Morocco — Tax Residency (183 Days / 12 Months)
Summary
- Day threshold
- 183 days
- Window
- Any rolling 365 days
- Triggers on
- Day 184
- Also triggers
- Permanent home or economic interests
- Legal basis
- CGI Art. 23
Morocco treats you as a tax resident if any of three things is true: your presence — continuous or discontinuous — exceeds 183 days in any rolling 365-day window, you keep a permanent home available to you in Morocco, or your centre of economic interests sits there. On the day-count path, residency triggers on day 184; to stay off it, keep your presence at 183 days or fewer in every rolling 12-month window. The test comes from Article 23 of the Code Général des Impôts, administered by the Direction Générale des Impôts (DGI).
Who it applies to
This matters most if you are:
- A remote worker, digital nomad, or frequent traveler spending long stretches in Morocco.
- Someone who keeps an apartment or family home in Morocco while living or working abroad.
- An expat or returnee whose main business or investments are centred in Morocco.
It applies to individuals regardless of nationality — residency here is about presence, available housing, and economic ties, not citizenship or visa status.
The rule — and why it exists
Article 23 of the Code Général des Impôts (CGI) sets three alternative tests for a Moroccan tax domicile. Meeting any single one is enough:
- Day count. Presence in Morocco of more than 183 days within any rolling 365-day period, adding continuous and discontinuous stays together.
- Permanent home. A home in Morocco that is available for your use establishes residency regardless of how many days you actually spend there.
- Centre of economic interests. If your main economic activity or the centre of your economic interests is in Morocco, you are treated as resident even with a low day count.
Why it exists: countries use presence, a permanent home, and economic ties as proxies for where a person's real life sits. A single day-count test would let someone keep a home and business in Morocco while avoiding residency purely by watching the calendar, so the three independent triggers close that gap.
Counting the days
- 1Count every day you are physically present in Morocco, adding together both continuous and discontinuous stays.
- 2The window is any rolling 365-day period — not the calendar year — so the count never resets on 1 January.
- 3You cross the line on day 184 within any such 365-day window.
- 4Because the window rolls continuously, splitting a long stay across a year-end does not avoid residency the way it can in calendar-year countries.
Any 12-month stretch that adds up to more than 183 days of presence can establish a Moroccan tax domicile, regardless of how those days fall relative to the calendar.
Examples
Example 1 — clearly resident by days
You spend two long stints in Morocco — roughly 120 days in the spring and another 90 days in the autumn of the same rolling year. Added together that is about 210 days within a 365-day window, so you exceed 183 days and establish a Moroccan tax domicile on the day-count path.
Example 2 — resident despite few days
You live mostly abroad but keep a furnished apartment in Casablanca available for your use, visiting only ~50 days a year.
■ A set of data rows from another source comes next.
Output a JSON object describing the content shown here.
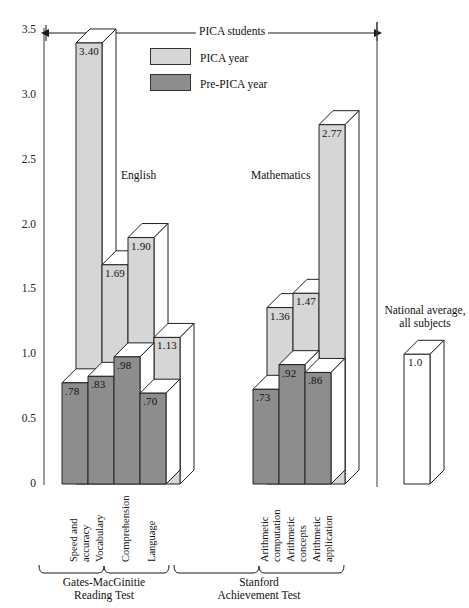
{
  "chart_data": {
    "type": "bar",
    "title": "",
    "xlabel": "",
    "ylabel": "",
    "ylim": [
      0,
      3.5
    ],
    "grid": false,
    "legend_position": "top-center",
    "annotations": {
      "span_bracket": "PICA students",
      "group_english": "English",
      "group_mathematics": "Mathematics",
      "national_line1": "National average,",
      "national_line2": "all subjects",
      "test_gates_line1": "Gates-MacGinitie",
      "test_gates_line2": "Reading Test",
      "test_stanford_line1": "Stanford",
      "test_stanford_line2": "Achievement Test"
    },
    "ytick_labels": [
      "0",
      "0.5",
      "1.0",
      "1.5",
      "2.0",
      "2.5",
      "3.0",
      "3.5"
    ],
    "ytick_values": [
      0,
      0.5,
      1.0,
      1.5,
      2.0,
      2.5,
      3.0,
      3.5
    ],
    "categories": [
      "Speed and accuracy",
      "Vocabulary",
      "Comprehension",
      "Language",
      "Arithmetic computation",
      "Arithmetic concepts",
      "Arithmetic application"
    ],
    "category_lines": [
      [
        "Speed and",
        "accuracy"
      ],
      [
        "Vocabulary"
      ],
      [
        "Comprehension"
      ],
      [
        "Language"
      ],
      [
        "Arithmetic",
        "computation"
      ],
      [
        "Arithmetic",
        "concepts"
      ],
      [
        "Arithmetic",
        "application"
      ]
    ],
    "series": [
      {
        "name": "PICA year",
        "color": "#d6d6d6",
        "values": [
          3.4,
          1.69,
          1.9,
          1.13,
          1.36,
          1.47,
          2.77
        ],
        "labels": [
          "3.40",
          "1.69",
          "1.90",
          "1.13",
          "1.36",
          "1.47",
          "2.77"
        ]
      },
      {
        "name": "Pre-PICA year",
        "color": "#8d8d8d",
        "values": [
          0.78,
          0.83,
          0.98,
          0.7,
          0.73,
          0.92,
          0.86
        ],
        "labels": [
          ".78",
          ".83",
          ".98",
          ".70",
          ".73",
          ".92",
          ".86"
        ]
      }
    ],
    "reference_bar": {
      "name": "National average, all subjects",
      "color": "#ffffff",
      "value": 1.0,
      "label": "1.0"
    }
  },
  "legend": {
    "items": [
      {
        "label": "PICA year",
        "color": "#d6d6d6"
      },
      {
        "label": "Pre-PICA year",
        "color": "#8d8d8d"
      }
    ]
  }
}
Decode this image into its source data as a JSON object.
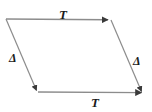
{
  "figure": {
    "type": "parallelogram-diagram",
    "background_color": "#ffffff",
    "stroke_color": "#808080",
    "arrow_color": "#3a3a3a",
    "label_color": "#1a1a1a",
    "width": 152,
    "height": 112,
    "vertices": {
      "top_left": {
        "x": 6,
        "y": 19
      },
      "top_right": {
        "x": 111,
        "y": 20
      },
      "bottom_right": {
        "x": 143,
        "y": 93
      },
      "bottom_left": {
        "x": 38,
        "y": 92
      }
    },
    "edges": [
      {
        "name": "top-edge",
        "label": "T",
        "from": "top_left",
        "to": "top_right",
        "arrow_at": "to",
        "direction": "rightward"
      },
      {
        "name": "right-edge",
        "label": "Δ",
        "from": "top_right",
        "to": "bottom_right",
        "arrow_at": "to",
        "direction": "down-right"
      },
      {
        "name": "bottom-edge",
        "label": "T",
        "from": "bottom_left",
        "to": "bottom_right",
        "arrow_at": "to",
        "direction": "rightward"
      },
      {
        "name": "left-edge",
        "label": "Δ",
        "from": "top_left",
        "to": "bottom_left",
        "arrow_at": "to",
        "direction": "down-right"
      }
    ],
    "labels": {
      "top": "T",
      "bottom": "T",
      "left": "Δ",
      "right": "Δ"
    }
  }
}
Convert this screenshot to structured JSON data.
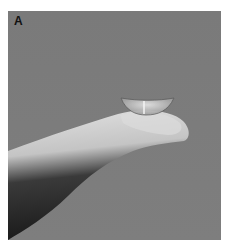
{
  "figure": {
    "panel_label": "A",
    "colors": {
      "background": "#7b7b7b",
      "finger_light": "#d8d8d8",
      "finger_shadow": "#1e1e1e",
      "lens": "#c9c9c9"
    }
  }
}
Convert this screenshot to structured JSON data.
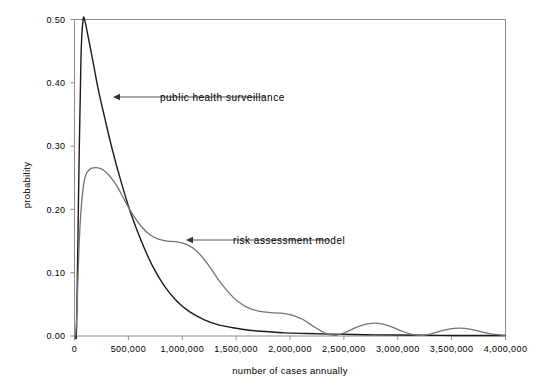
{
  "chart_data": {
    "type": "line",
    "title": "",
    "xlabel": "number of cases annually",
    "ylabel": "probability",
    "xlim": [
      0,
      4000000
    ],
    "ylim": [
      0,
      0.5
    ],
    "grid": false,
    "legend_position": "none",
    "x_tick_labels": [
      "0",
      "500,000",
      "1,000,000",
      "1,500,000",
      "2,000,000",
      "2,500,000",
      "3,000,000",
      "3,500,000",
      "4,000,000"
    ],
    "x_tick_values": [
      0,
      500000,
      1000000,
      1500000,
      2000000,
      2500000,
      3000000,
      3500000,
      4000000
    ],
    "y_tick_labels": [
      "0.00",
      "0.10",
      "0.20",
      "0.30",
      "0.40",
      "0.50"
    ],
    "y_tick_values": [
      0,
      0.1,
      0.2,
      0.3,
      0.4,
      0.5
    ],
    "series": [
      {
        "name": "public health surveillance",
        "color": "#1a1a1a",
        "width": 1.4,
        "x": [
          20000,
          40000,
          60000,
          80000,
          100000,
          130000,
          170000,
          220000,
          280000,
          350000,
          430000,
          520000,
          620000,
          720000,
          830000,
          950000,
          1070000,
          1200000,
          1330000,
          1470000,
          1620000,
          1780000,
          1950000,
          2150000,
          2400000,
          2700000,
          3000000,
          3400000,
          3800000,
          4000000
        ],
        "y": [
          0.02,
          0.25,
          0.44,
          0.5,
          0.495,
          0.47,
          0.435,
          0.39,
          0.345,
          0.295,
          0.245,
          0.195,
          0.15,
          0.112,
          0.08,
          0.055,
          0.038,
          0.026,
          0.018,
          0.013,
          0.009,
          0.007,
          0.005,
          0.004,
          0.003,
          0.002,
          0.0015,
          0.001,
          0.0008,
          0.0008
        ]
      },
      {
        "name": "risk assessment model",
        "color": "#737373",
        "width": 1.3,
        "x": [
          20000,
          50000,
          90000,
          140000,
          200000,
          260000,
          320000,
          390000,
          460000,
          540000,
          620000,
          700000,
          780000,
          860000,
          940000,
          1020000,
          1100000,
          1180000,
          1260000,
          1340000,
          1430000,
          1520000,
          1620000,
          1720000,
          1820000,
          1920000,
          2020000,
          2120000,
          2220000,
          2320000,
          2420000,
          2520000,
          2620000,
          2720000,
          2820000,
          2920000,
          3020000,
          3120000,
          3220000,
          3320000,
          3420000,
          3520000,
          3620000,
          3720000,
          3820000,
          3920000,
          4000000
        ],
        "y": [
          0.03,
          0.17,
          0.245,
          0.263,
          0.266,
          0.263,
          0.254,
          0.238,
          0.216,
          0.192,
          0.173,
          0.16,
          0.153,
          0.15,
          0.149,
          0.146,
          0.139,
          0.126,
          0.108,
          0.088,
          0.069,
          0.054,
          0.044,
          0.039,
          0.037,
          0.036,
          0.033,
          0.026,
          0.015,
          0.005,
          0.001,
          0.006,
          0.014,
          0.019,
          0.02,
          0.016,
          0.009,
          0.003,
          0.001,
          0.004,
          0.009,
          0.012,
          0.012,
          0.009,
          0.005,
          0.002,
          0.001
        ]
      }
    ],
    "annotations": [
      {
        "label": "public health surveillance",
        "text_x": 160,
        "text_y": 101,
        "arrow_from_x": 266,
        "arrow_from_y": 97,
        "arrow_to_x": 113,
        "arrow_to_y": 97
      },
      {
        "label": "risk assessment model",
        "text_x": 233,
        "text_y": 244,
        "arrow_from_x": 330,
        "arrow_from_y": 240,
        "arrow_to_x": 186,
        "arrow_to_y": 240
      }
    ]
  }
}
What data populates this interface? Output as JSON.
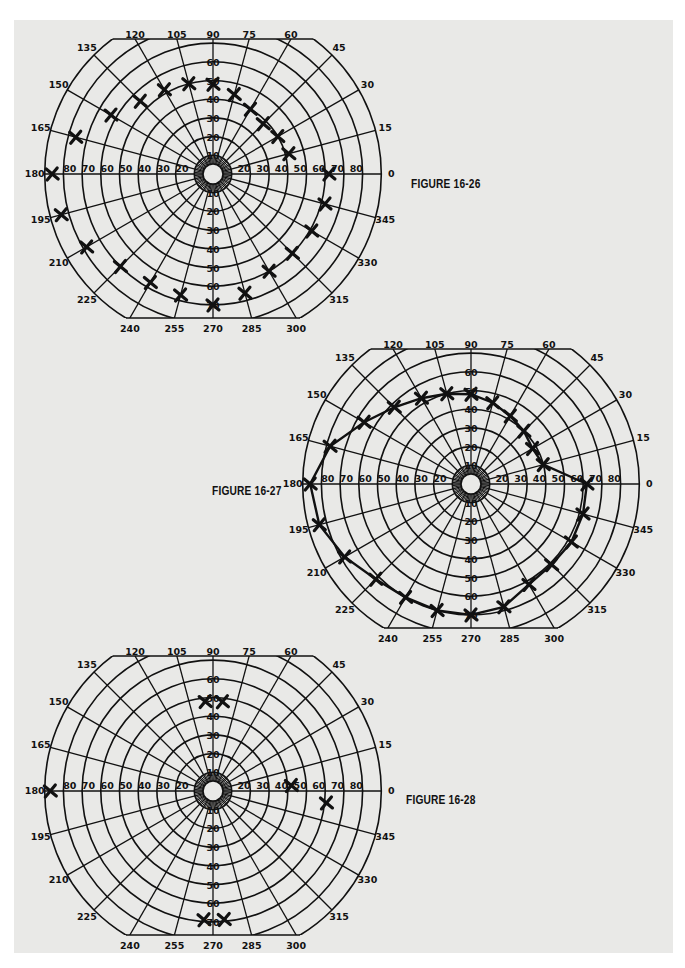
{
  "page": {
    "background": "#e9e9e7",
    "ink": "#111111"
  },
  "chart_data": [
    {
      "type": "scatter",
      "title": "FIGURE 16-26",
      "polar": true,
      "angular_ticks": [
        0,
        15,
        30,
        45,
        60,
        75,
        90,
        105,
        120,
        135,
        150,
        165,
        180,
        195,
        210,
        225,
        240,
        255,
        270,
        285,
        300,
        315,
        330,
        345
      ],
      "radial_ticks": [
        10,
        20,
        30,
        40,
        50,
        60,
        70,
        80,
        90
      ],
      "radial_labels_right": [
        "20",
        "30",
        "40",
        "50",
        "60",
        "70",
        "80"
      ],
      "radial_labels_left": [
        "20",
        "30",
        "40",
        "50",
        "60",
        "70",
        "80"
      ],
      "radial_labels_up": [
        "10",
        "20",
        "30",
        "40",
        "50",
        "60"
      ],
      "radial_labels_down": [
        "10",
        "20",
        "30",
        "40",
        "50",
        "60",
        "70"
      ],
      "connected": false,
      "points": [
        {
          "angle": 0,
          "r": 62
        },
        {
          "angle": 15,
          "r": 42
        },
        {
          "angle": 30,
          "r": 40
        },
        {
          "angle": 45,
          "r": 38
        },
        {
          "angle": 60,
          "r": 40
        },
        {
          "angle": 75,
          "r": 44
        },
        {
          "angle": 90,
          "r": 48
        },
        {
          "angle": 105,
          "r": 50
        },
        {
          "angle": 120,
          "r": 52
        },
        {
          "angle": 135,
          "r": 55
        },
        {
          "angle": 150,
          "r": 63
        },
        {
          "angle": 165,
          "r": 76
        },
        {
          "angle": 180,
          "r": 86
        },
        {
          "angle": 195,
          "r": 84
        },
        {
          "angle": 210,
          "r": 78
        },
        {
          "angle": 225,
          "r": 70
        },
        {
          "angle": 240,
          "r": 67
        },
        {
          "angle": 255,
          "r": 67
        },
        {
          "angle": 270,
          "r": 70
        },
        {
          "angle": 285,
          "r": 66
        },
        {
          "angle": 300,
          "r": 60
        },
        {
          "angle": 315,
          "r": 60
        },
        {
          "angle": 330,
          "r": 61
        },
        {
          "angle": 345,
          "r": 62
        }
      ]
    },
    {
      "type": "line",
      "title": "FIGURE 16-27",
      "polar": true,
      "angular_ticks": [
        0,
        15,
        30,
        45,
        60,
        75,
        90,
        105,
        120,
        135,
        150,
        165,
        180,
        195,
        210,
        225,
        240,
        255,
        270,
        285,
        300,
        315,
        330,
        345
      ],
      "radial_ticks": [
        10,
        20,
        30,
        40,
        50,
        60,
        70,
        80,
        90
      ],
      "connected": true,
      "points": [
        {
          "angle": 0,
          "r": 62
        },
        {
          "angle": 15,
          "r": 40
        },
        {
          "angle": 30,
          "r": 38
        },
        {
          "angle": 45,
          "r": 40
        },
        {
          "angle": 60,
          "r": 42
        },
        {
          "angle": 75,
          "r": 45
        },
        {
          "angle": 90,
          "r": 48
        },
        {
          "angle": 105,
          "r": 50
        },
        {
          "angle": 120,
          "r": 53
        },
        {
          "angle": 135,
          "r": 58
        },
        {
          "angle": 150,
          "r": 66
        },
        {
          "angle": 165,
          "r": 78
        },
        {
          "angle": 180,
          "r": 86
        },
        {
          "angle": 195,
          "r": 84
        },
        {
          "angle": 210,
          "r": 78
        },
        {
          "angle": 225,
          "r": 72
        },
        {
          "angle": 240,
          "r": 70
        },
        {
          "angle": 255,
          "r": 70
        },
        {
          "angle": 270,
          "r": 70
        },
        {
          "angle": 285,
          "r": 68
        },
        {
          "angle": 300,
          "r": 62
        },
        {
          "angle": 315,
          "r": 61
        },
        {
          "angle": 330,
          "r": 62
        },
        {
          "angle": 345,
          "r": 62
        }
      ]
    },
    {
      "type": "scatter",
      "title": "FIGURE 16-28",
      "polar": true,
      "angular_ticks": [
        0,
        15,
        30,
        45,
        60,
        75,
        90,
        105,
        120,
        135,
        150,
        165,
        180,
        195,
        210,
        225,
        240,
        255,
        270,
        285,
        300,
        315,
        330,
        345
      ],
      "radial_ticks": [
        10,
        20,
        30,
        40,
        50,
        60,
        70,
        80,
        90
      ],
      "connected": false,
      "points": [
        {
          "angle": 95,
          "r": 48
        },
        {
          "angle": 84,
          "r": 48
        },
        {
          "angle": 180,
          "r": 87
        },
        {
          "angle": 4,
          "r": 42
        },
        {
          "angle": 354,
          "r": 61
        },
        {
          "angle": 266,
          "r": 69
        },
        {
          "angle": 275,
          "r": 69
        }
      ]
    }
  ],
  "figures": [
    {
      "label": "FIGURE 16-26"
    },
    {
      "label": "FIGURE 16-27"
    },
    {
      "label": "FIGURE 16-28"
    }
  ]
}
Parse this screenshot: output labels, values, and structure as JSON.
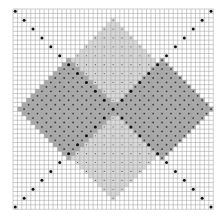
{
  "pattern": {
    "type": "knitting-chart",
    "grid": {
      "cols": 45,
      "rows": 45,
      "x": 13,
      "y": 9,
      "cell": 4.45
    },
    "colors": {
      "background": "#ffffff",
      "grid_line": "#9a9a9a",
      "light_fill": "#d9d9d9",
      "dark_fill": "#a8a8a8",
      "dot": "#111111",
      "light_dot": "#555555",
      "dark_dot": "#3a3a3a"
    },
    "regions": [
      {
        "name": "center-light-diamond",
        "cx": 22,
        "cy": 22,
        "r": 20,
        "fill": "light_fill",
        "dot": "light_dot",
        "dot_step": 2
      },
      {
        "name": "left-dark-diamond",
        "cx": 12,
        "cy": 22,
        "r": 11,
        "fill": "dark_fill",
        "dot": "dark_dot",
        "dot_step": 1
      },
      {
        "name": "right-dark-diamond",
        "cx": 33,
        "cy": 22,
        "r": 11,
        "fill": "dark_fill",
        "dot": "dark_dot",
        "dot_step": 1
      }
    ],
    "diagonals": {
      "step": 2,
      "color": "dot"
    }
  }
}
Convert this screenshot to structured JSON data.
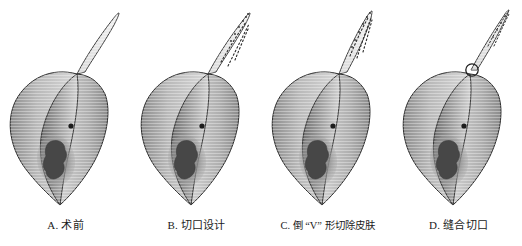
{
  "figure": {
    "background_color": "#ffffff",
    "panel_count": 4,
    "ink_color": "#1a1a1a"
  },
  "panels": [
    {
      "id": "panel-a",
      "caption": "A. 术前",
      "label_letter": "A",
      "stage": "preoperative",
      "tip_style": "intact",
      "has_dashed_incision_marks": false,
      "has_suture_knot": false,
      "tip_width": "wide",
      "left": 0
    },
    {
      "id": "panel-b",
      "caption": "B. 切口设计",
      "label_letter": "B",
      "stage": "incision-design",
      "tip_style": "dashed-marked",
      "has_dashed_incision_marks": true,
      "has_suture_knot": false,
      "tip_width": "wide",
      "left": 131
    },
    {
      "id": "panel-c",
      "caption": "C. 倒 “V” 形切除皮肤",
      "label_letter": "C",
      "stage": "inverted-v-skin-excision",
      "tip_style": "dashed-marked",
      "has_dashed_incision_marks": true,
      "has_suture_knot": false,
      "tip_width": "wide",
      "left": 262
    },
    {
      "id": "panel-d",
      "caption": "D. 缝合切口",
      "label_letter": "D",
      "stage": "sutured-incision",
      "tip_style": "sutured",
      "has_dashed_incision_marks": true,
      "has_suture_knot": true,
      "tip_width": "narrow",
      "left": 393
    }
  ],
  "anatomy": {
    "body_shape": "leaf-like-elongated-lobe",
    "tip_shape": "tapering-projection",
    "lesion_label": "irregular-dark-lesion",
    "lesion_color": "#4a4a4a",
    "lesion_halo_color": "#8e8e8e",
    "dot_label": "small-dark-dot",
    "dot_color": "#1d1d1d",
    "shading": "horizontal-hatch-gradient",
    "outline_color": "#262626",
    "fill_light": "#e8e8e8",
    "fill_mid": "#b4b4b4",
    "fill_dark": "#6f6f6f"
  }
}
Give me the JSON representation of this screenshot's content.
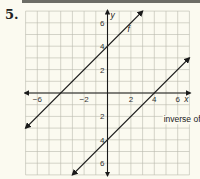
{
  "problem": {
    "number": "5."
  },
  "chart_data": {
    "type": "line",
    "title": "",
    "xlabel": "x",
    "ylabel": "y",
    "xlim": [
      -7,
      7
    ],
    "ylim": [
      -7,
      7
    ],
    "grid": true,
    "x_tick_labels": [
      "−6",
      "−2",
      "2",
      "4",
      "6"
    ],
    "x_tick_values": [
      -6,
      -2,
      2,
      4,
      6
    ],
    "y_tick_labels": [
      "6",
      "4",
      "2",
      "2",
      "4",
      "6"
    ],
    "y_tick_values": [
      6,
      4,
      2,
      -2,
      -4,
      -6
    ],
    "series": [
      {
        "name": "f",
        "label": "f",
        "equation": "y = x + 4",
        "points": [
          [
            -7,
            -3
          ],
          [
            3,
            7
          ]
        ],
        "arrows": "both"
      },
      {
        "name": "inverse of f",
        "label": "inverse of f",
        "equation": "y = x − 4",
        "points": [
          [
            -3,
            -7
          ],
          [
            7,
            3
          ]
        ],
        "arrows": "both"
      }
    ],
    "annotations": [
      {
        "text": "f",
        "x": 1.7,
        "y": 5.2
      },
      {
        "text": "inverse of f",
        "x": 4.8,
        "y": -2.5
      }
    ]
  }
}
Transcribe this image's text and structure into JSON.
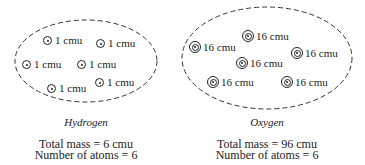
{
  "hydrogen": {
    "name": "Hydrogen",
    "atom_label": "1 cmu",
    "atoms": [
      {
        "x": 43,
        "y": 35,
        "label": "1 cmu"
      },
      {
        "x": 96,
        "y": 38,
        "label": "1 cmu"
      },
      {
        "x": 22,
        "y": 59,
        "label": "1 cmu"
      },
      {
        "x": 77,
        "y": 59,
        "label": "1 cmu"
      },
      {
        "x": 47,
        "y": 83,
        "label": "1 cmu"
      },
      {
        "x": 95,
        "y": 77,
        "label": "1 cmu"
      }
    ],
    "total_mass": "Total mass = 6 cmu",
    "num_atoms": "Number of atoms = 6"
  },
  "oxygen": {
    "name": "Oxygen",
    "atom_label": "16 cmu",
    "atoms": [
      {
        "x": 242,
        "y": 30,
        "label": "16 cmu"
      },
      {
        "x": 189,
        "y": 41,
        "label": "16 cmu"
      },
      {
        "x": 291,
        "y": 47,
        "label": "16 cmu"
      },
      {
        "x": 236,
        "y": 57,
        "label": "16 cmu"
      },
      {
        "x": 207,
        "y": 76,
        "label": "16 cmu"
      },
      {
        "x": 281,
        "y": 76,
        "label": "16 cmu"
      }
    ],
    "total_mass": "Total mass = 96 cmu",
    "num_atoms": "Number of atoms = 6"
  }
}
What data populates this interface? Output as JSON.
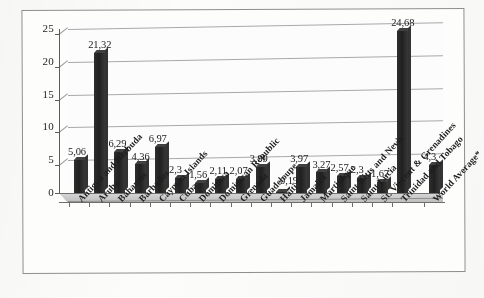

You are still resident because a permanent home available to you is a standalone trigger — the low day count does not save you.
Example 3 — days split across a year-end
You stay in Morocco from October to April, about 210 continuous days. Because the test uses a rolling 365-day window rather than the calendar year, those days are all counted together — you exceed 183 and become resident, even though the stay straddles two calendar years.
Exceptions & edge cases
- Three independent triggers. Day count, permanent home, and economic interests each stand alone — meeting any one is enough, and a low day count does not override the other two.
- Double-taxation treaties. If you are resident in two countries, the relevant treaty tie-breaker (permanent home → centre of vital interests → habitual abode → nationality) assigns a single treaty residence and divides taxing rights.
- The home must be genuinely available. Whether a property creates residency turns on it being available for your use; a place you have fully let to tenants and cannot use yourself is a weaker case.
Common misconceptions
- "Under 183 days means I'm safe." False — a permanent home or your centre of economic interests in Morocco makes you resident with any number of days.
- "The count resets each January." It does not. Morocco uses a rolling 365-day window, so year-end splitting does not reset your tally.
- "Only Moroccan income is taxed." A Moroccan tax domicile generally brings worldwide income into scope, subject to any applicable treaty.
Frequently asked questions
Does staying under 183 days guarantee I'm not a Moroccan tax resident?
Is the 183 days counted per calendar year or a rolling 12 months?
What counts as a day of presence in Morocco?
What does becoming a Moroccan tax resident actually mean?
Can a tax treaty override Moroccan residency?
Does keeping a home in Morocco make me resident even if I rarely visit?
This rule is tracked automatically in Bounded
- Automatically tracks your days for this rule
- Alerts you before you cross the limit
- Counts arrival and departure days correctly
- Runs alongside your other visa, tax, and residency rules
Sources
For information only. This page is a plain-English summary of publicly available rules, not tax, legal, or immigration advice. Rules change and depend on your personal circumstances — always confirm with the official source above and a qualified professional before acting.